In a nod to the world she is writing about, where time seems slippery and tl/dr (too long, didn’t read) is a cultural shortcut, Kamanetz even has a final chapter in which she summarizes her book into a five-minute read (sort of like a bulleted cliff notes version). You could read that, of course, but I suggest reading the entire book, and thinking about technology, our kids, ourselves and the world in a critical and constructive way. It is worth it.

Peace (on this screen and beyond),
Kevin

Book Review: How to Write An Autobiographical Novel

 

I’ve heard Alexander Chee’s name before but had not read anything by him, and then his latest book — How To Write An Autobiographical Novel – starting showing up in the places where I read about books.  I’m glad I discovered it, and him, for his writing is lyrical at times, and powerfully moving. In this collection of essays, connected by the larger theme of exploring one’s life through fiction, Chee tumbles into the terrain of writing.

I won’t recount his difficult, yet interesting, life, but themes of race and cultural identity, gender politics, sexual orientation, literary mentorship, and ways of looking at your world through a lens of words all come to the surface in interesting ways.

Even with the title, I didn’t quite realize what Chee was up to until I finished the book, and thought deeply, later, about how his pieces fit together as advice for a writer grappling with identity and stories, and how to tell those stories (and the price you pay for using your own stories to write fiction). He also has some beautifully written sentences and passages. Even if he hadn’t noted that Annie Dillard was one of his professors, you would catch some of her style in his style (not a bad thing), although his focus of topic is very different from hers.

I’d recommend this book for those seeking to explore what it means to be a writer, but this book is probably more for adults than students below the university level.

Peace (between pages),
Kevin

Book Review: 100 Years From Now Our Bones Will Be Different

What a find! This book — 100 Years From Now Our Bones Will Be Different by Lawrence McWilliams and Anand Vedawala — is a treasure and inspiration, as it weaves vignettes and epitaphs of a single fictional African American family over 100 years, with illustrations. The stories are powerful, with overlapping narratives that foreshadow stories and hint back to past stories, weaving the family tree in a way that a diagram could never do.
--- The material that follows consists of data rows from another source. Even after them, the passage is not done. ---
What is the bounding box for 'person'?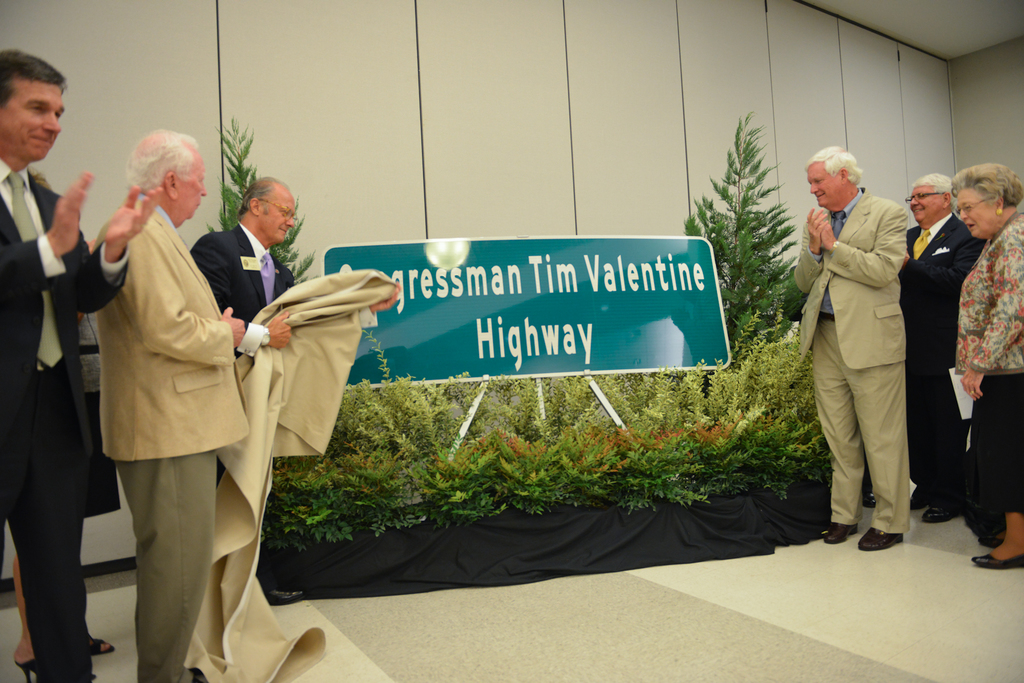
[184,172,409,375].
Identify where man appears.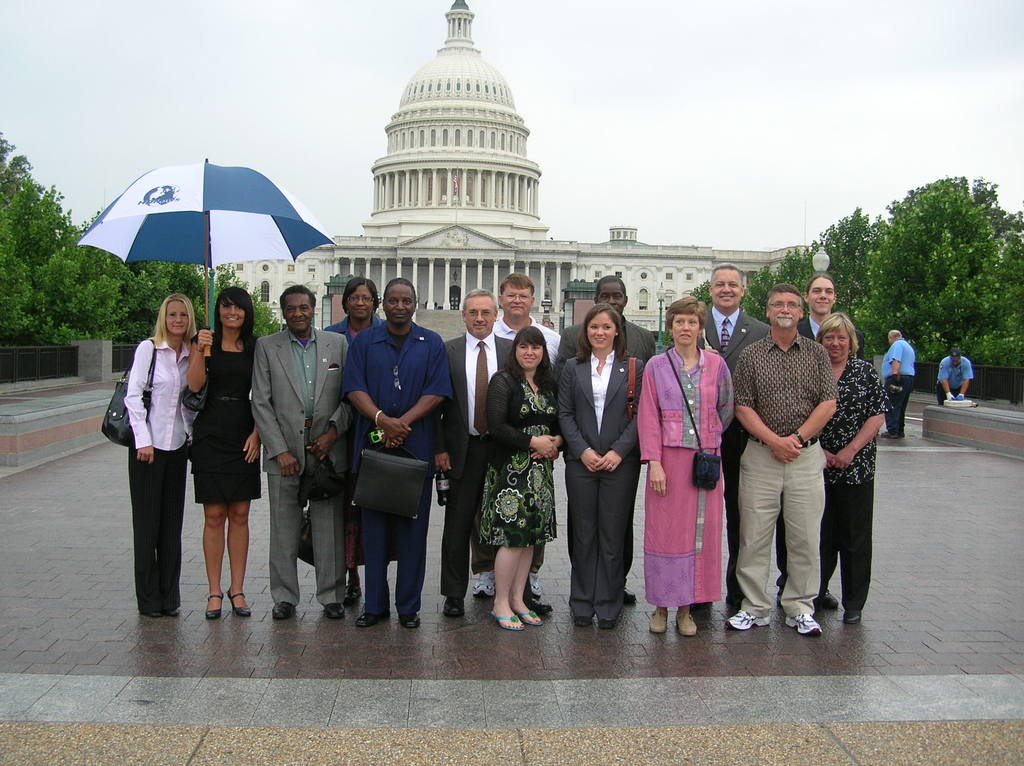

In here, you will experience the echoes of slavery, of discrimination, of family connections, of hope, of dreams, of tragedy. In short, it’s a family story, with all of its imperfections surfacing through the voices of the multitude of characters (the first, born in 1878, and the last, died in 2015).

There are many applications for this kind of fictional narrative, from historical perspectives to story writing. I am bringing pieces of it into a professional development session tonight, in fact, where our focus is on oral history, and I am going to do a roundtable reading (hopefully, I will record it for a podcast resource later).

And what’s cool, too, is that this was funded via Kickstarter.

Peace (tell the tale),
kevin

My Year in Books (via Goodreads)

Year in Books 2018

I use Goodreads regularly to keep track of my reading, and I always do the annual reading goal challenge (keeping it at 100 books to be read each year). What I like is the final Year in Books that Goodreads spits out, giving a cool glimpse of the books read and reviewed over the past year. I am always taken back by the number of pages I have read (40,000 in 2018).